The Cost of Being Sexy. Lesley Evans Ogden. BioScience, Volume 68, Issue 6, 1 January 1753, Pages 393–399, https://doi.org/10.1093/biosci/biy043
The long quest to understand male sexual traits, testosterone, and immunocompetence
Cape ground squirrels have captured Jane Waterman's fascination for the last 30 years. “They’re so cool,” effuses Waterman. Studying them in South Africa, where these beguiling, furry mammals breed year round, she has revealed a treasure trove of surprises. Extremely social, females live in family groups with their young. Males disperse from their family group at about 3 years old, joining bachelor groups. In these all-male groups, males sleep together, groom one another, and move together through the veld. Males have no dominance hierarchy and defend no territories, and it is rare to see any sort of aggressive behavior, explains Waterman. But on the day when a female enters estrus, which lasts about 3 hours, an average of 11 males show up to try to breed. Winners in this mating game are typically older, in better body condition, and “well endowed” with big testes and more sperm, she says.
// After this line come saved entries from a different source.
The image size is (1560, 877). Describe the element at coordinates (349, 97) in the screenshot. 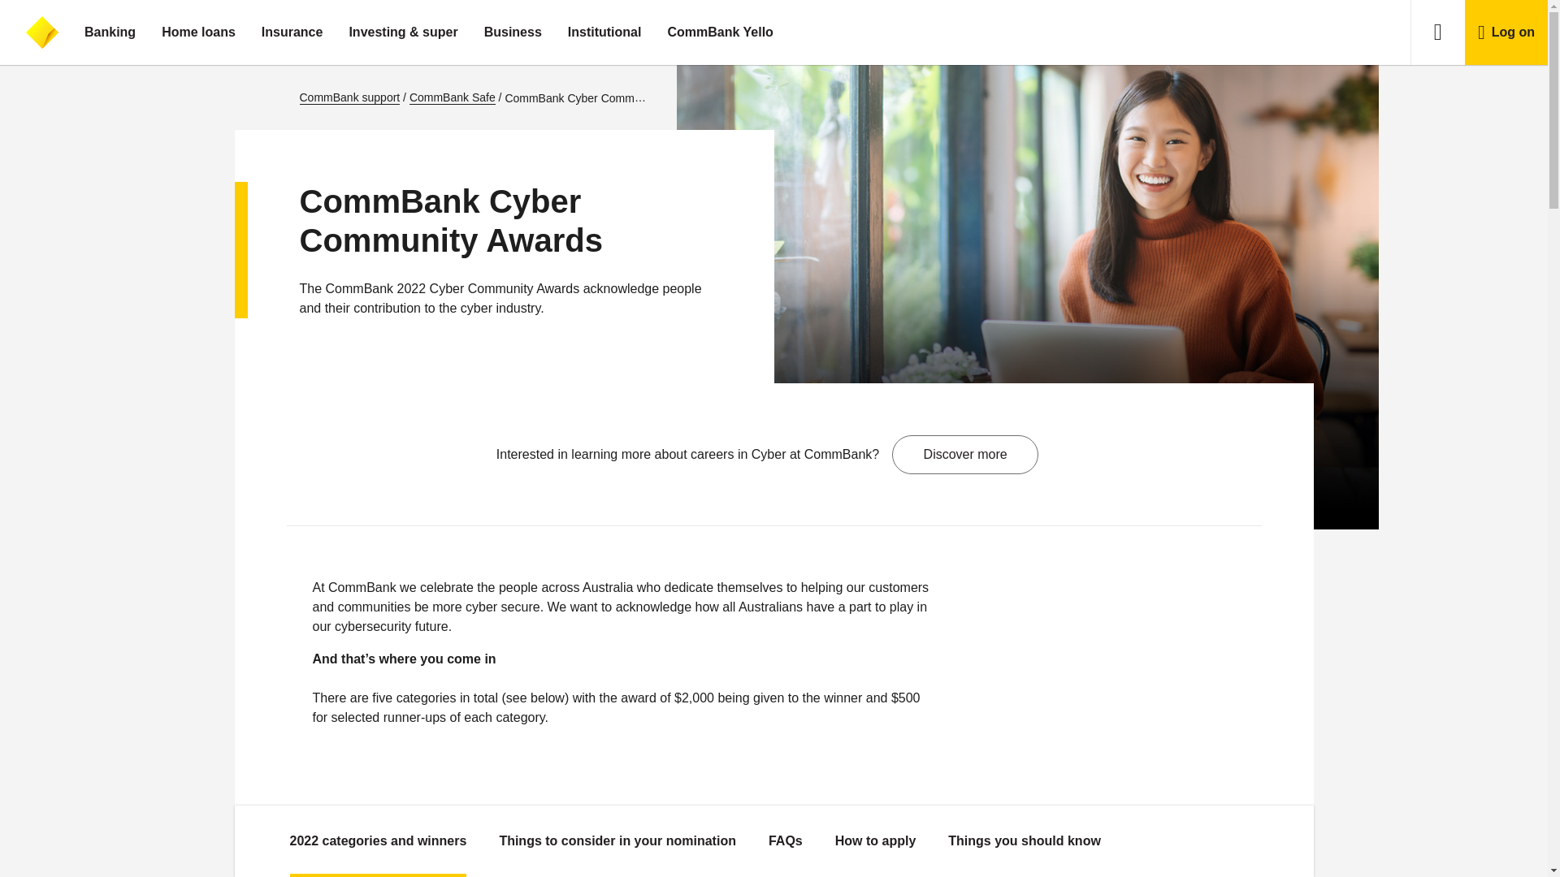

I see `CommBank support` at that location.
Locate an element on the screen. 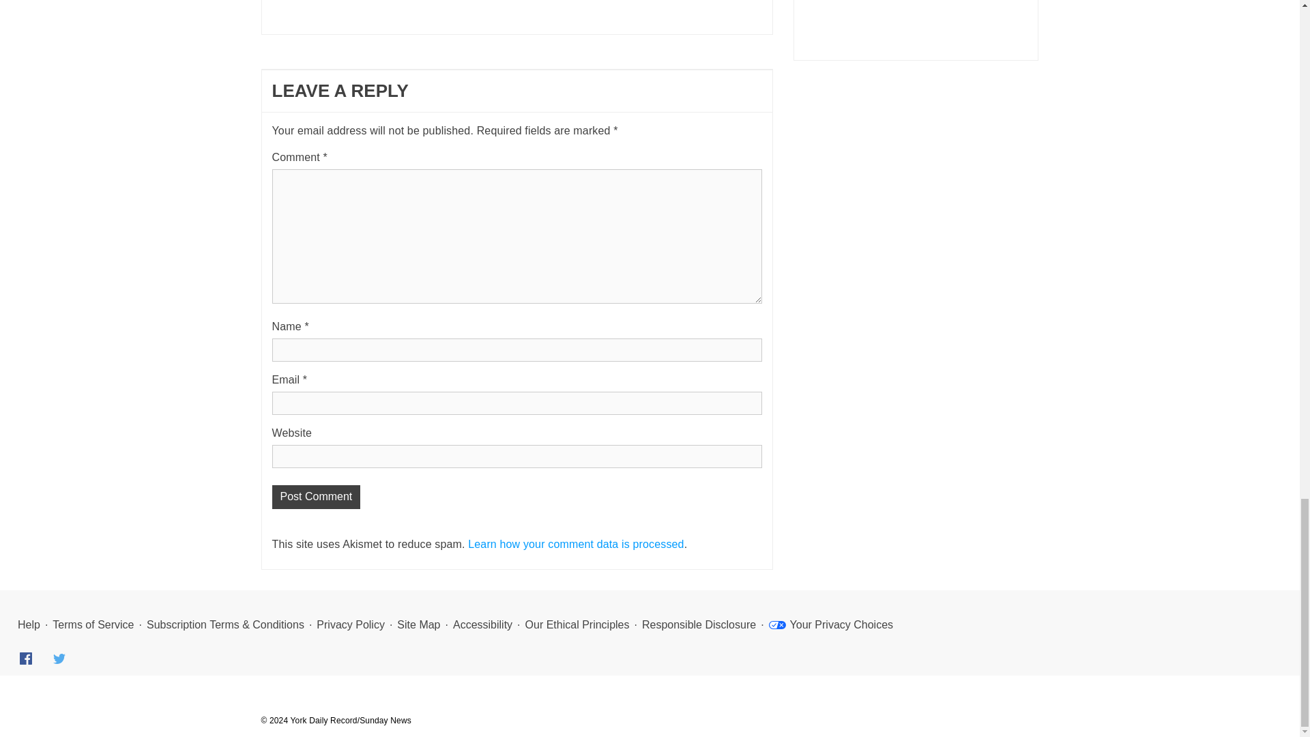 The image size is (1310, 737). Post Comment is located at coordinates (315, 497).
Big testes, theory holds, are usually supported with an abundance of testosterone. But Waterman has not found their testosterone levels higher than those in a lot of other less-endowed species.
This intrigued her. It seemed to Waterman that to support big testes, males had to be able to keep testosterone going year round. In these squirrels, she also found more ectoparasites on males than on females—not only when males are wide-ranging adults but also when they are homebody juveniles. Her hunch was that an influx of testosterone drives a reduced male ability to fend off ectoparasites, espousing an idea known as the immunocompetence handicap hypothesis (ICHH). It is a hypothesis that she, with a graduate student, has recently tested experimentally.
Waterman's test of the ICHH follows on the heels of hundreds of studies since the idea was first articulated in The American Naturalist by Ivar Folstad and Andrew Karter in 1992. The ICHH proposes that elaborate male ornaments or signs of vigor are mediated at least in part by testosterone but that testosterone is costly in terms of compromising immune function. The ICHH is an influential hypothesis tracing its lineage back to Darwin's first musings about the tail of the peacock, the antlers of deer, and other exaggerated male traits that could attract the attention of females but might be costly for survival. For scientists who had long thought about sexual selection from a theoretical standpoint, here was a potential mechanism to explain it. The duality of testosterone—sexy but costly—suggested authors Folstad and Karter, provides a cue to choosy females as to which males cope with this burden best.